GOP contemplates electoral suicide

Any Republican supporting the proposed immigration amnesty must be considered a RINO by definition:

The immigration proposal pending in Congress would transform the nation’s political landscape for a generation or more — pumping as many as 11 million new Hispanic voters into the electorate a decade from now in ways that, if current trends hold, would produce an electoral bonanza for Democrats and cripple Republican prospects in many states they now win easily.

Beneath the philosophical debates about amnesty and border security, there are brass-tacks partisan calculations driving the thinking of lawmakers in both parties over comprehensive immigration reform, which in its current form offers a pathway to citizenship — and full voting rights — for a group of undocumented residents that roughly equals the population of Ohio, the nation’s seventh-largest state.

It’s telling, is it not, how if the majority responding to a poll favor the legality of homosexuals playing marriage, this is indicative of an urgent moral imperative, but when there is an even stronger shift against LEGAL immigration, it is simply ignored.  Such is the power of the media narrative.

“A just-released Fox News poll finds 55 percent of voters think fewer
legal immigrants should be accepted into the U.S.  That’s up from 43
percent in 2010.

Majorities of Republicans (67 percent) and independents (53 percent)
as well as a plurality of Democrats (47 percent) want to decrease legal
immigration.

But the latest push for amnesty demonstrates the intrinsic bankruptcy of the longtime conservative and Republican position that the immigration problem was rooted in its illegality.  The legality or illegality has never been the issue.  The issue has always been what it has been since the Israelites first immigrated to Canaan; the quantity.  Mass immigration transforms the invaded nation in keeping with the culture of the newcomers and leads to the dissolution of the old structures and their replacement with new and different ones.

Both liberals and conservatives can say goodbye to American ideals, traditions, and even modes of thought.  There is no picking and choosing about what will be saved and what will be thrown out.  This is not a controlled process.

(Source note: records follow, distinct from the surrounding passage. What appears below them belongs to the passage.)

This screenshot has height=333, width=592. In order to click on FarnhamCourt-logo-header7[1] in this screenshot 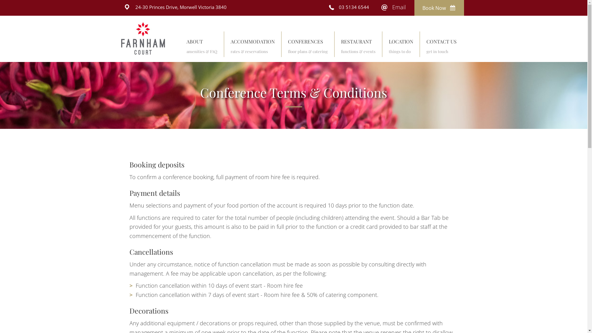, I will do `click(143, 39)`.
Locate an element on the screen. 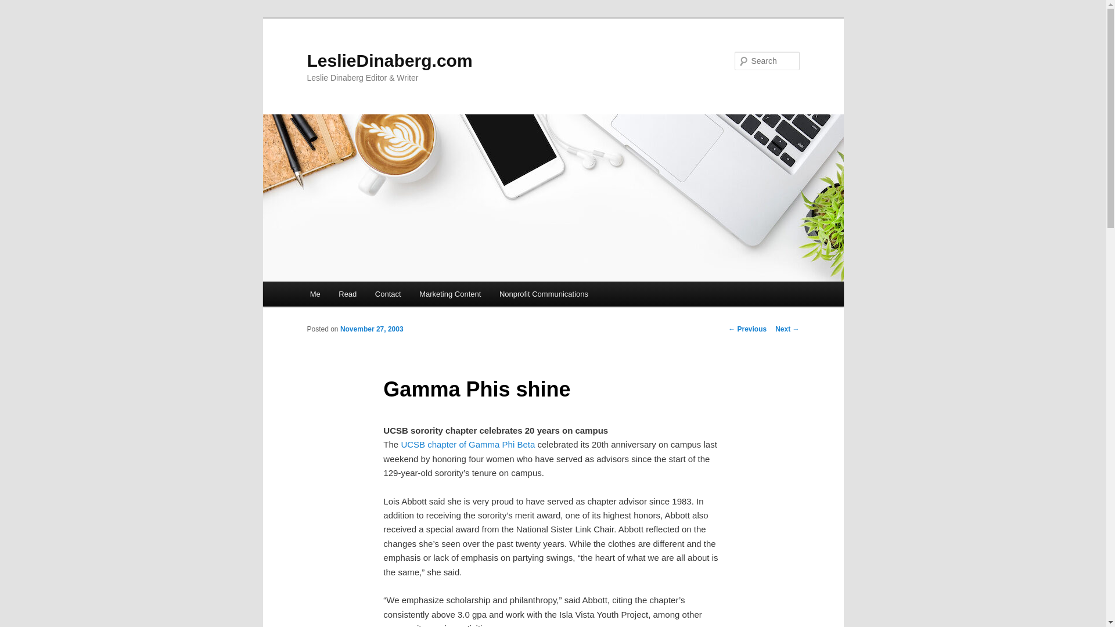  November 27, 2003 is located at coordinates (372, 329).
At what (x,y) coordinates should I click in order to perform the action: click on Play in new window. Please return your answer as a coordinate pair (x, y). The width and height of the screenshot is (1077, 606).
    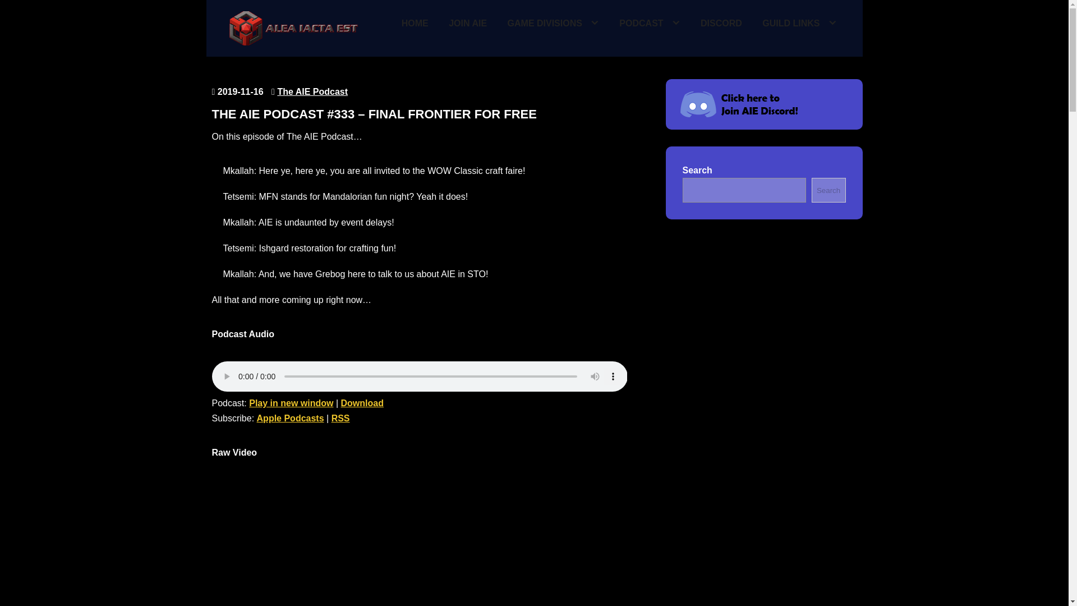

For those progressives who supported immigration because they hated their traditional society, this was the equivalent of trying to hold up a liquor store by setting off an atomic bomb.

There are certain things upon which no society can compromise and hope to survive. One of them is the quantity of permitted immigration. Since Americans foolishly abandoned their pre-1965 laws against immigration, they have assured themselves one of two outcomes: partition or mass ethnic cleansing.  Or, as history suggests is more likely the case, some combination of both.

And don’t blame the separatists and ruthless nationalists for their inevitable actions. They are the consequence, they are the symptoms. The responsible parties are all of those individuals, on both the political left and right, who bought into the myth of Ellis Island and welcomed tens of millions of alien invaders into the USA.

Perhaps I’m wrong. Perhaps this time it will be different and unlike every other reasonable historical analog I can recall. If you live there, you had certainly better hope so. What happened in Boston last week isn’t even the smallest taste of what is likely on the way.

UPDATE: It took her long enough, but Ann Coulter has finally figured out that the problem isn’t ILLEGAL immigration, but excessive legal IMMIGRATION.